#### ABOUT THIS EXERCISE
Please restate word for word all lines from the one containing "Find the location" to the final line of the entries, and include no pictures.

#### Stored data
•••••

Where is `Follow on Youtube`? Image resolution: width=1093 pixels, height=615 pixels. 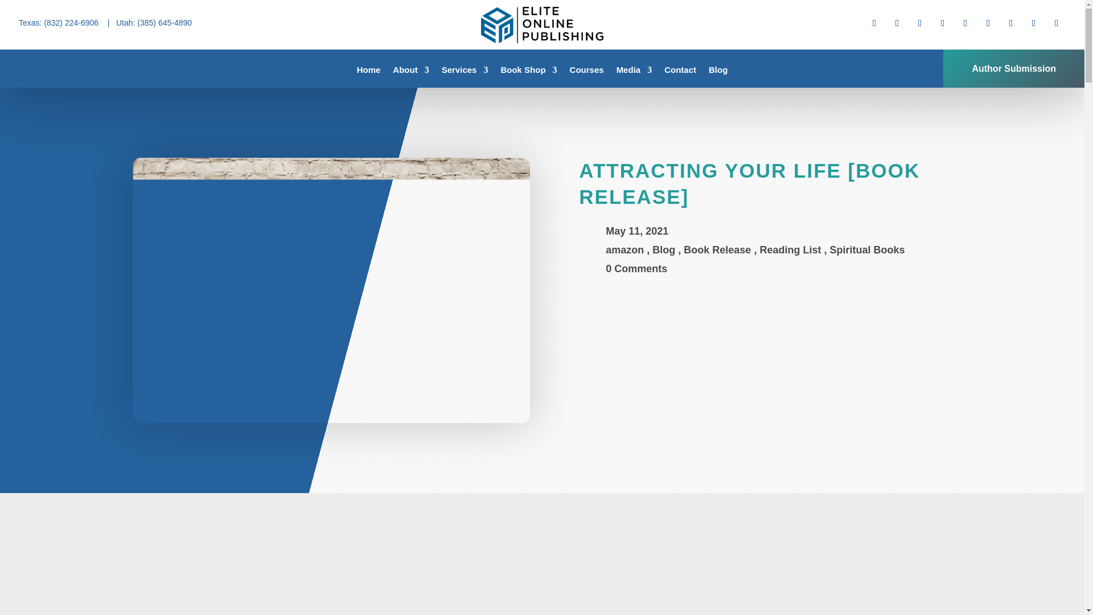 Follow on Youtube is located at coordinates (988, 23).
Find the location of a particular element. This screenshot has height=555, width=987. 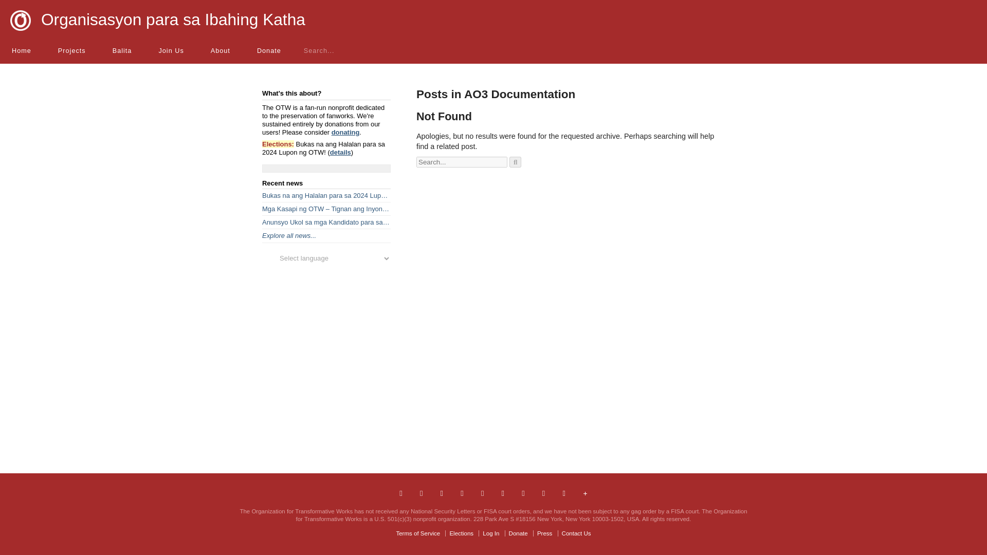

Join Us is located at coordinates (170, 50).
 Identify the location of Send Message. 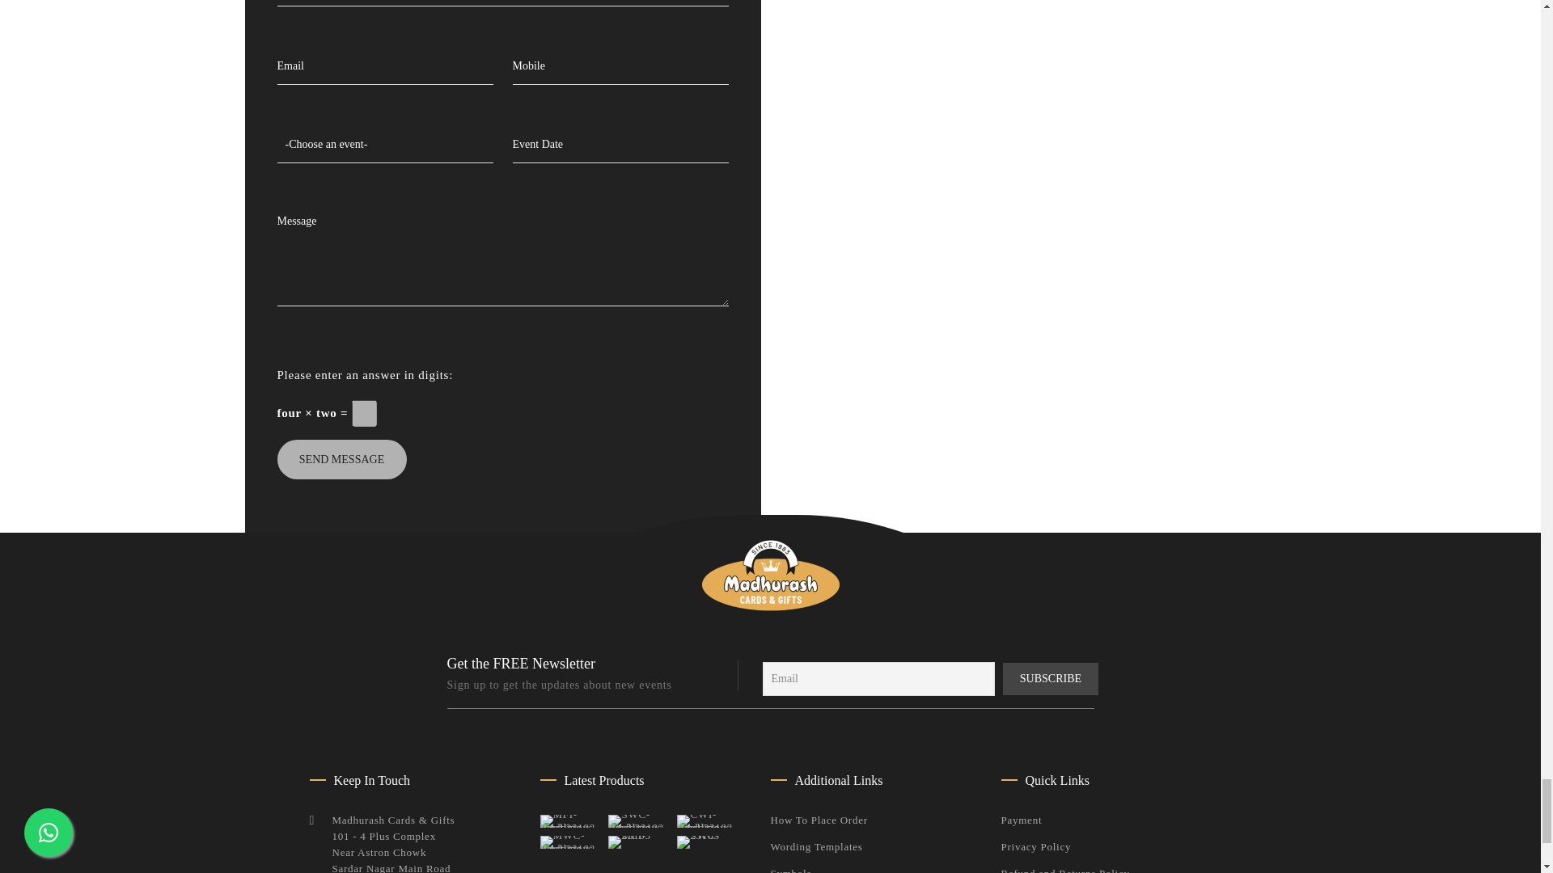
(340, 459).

•••••

#### EXERCISE RESULT
Find the location of a particular element. This screenshot has height=555, width=987. 

Join Us is located at coordinates (170, 50).
 Identify the location of Send Message. 
(340, 459).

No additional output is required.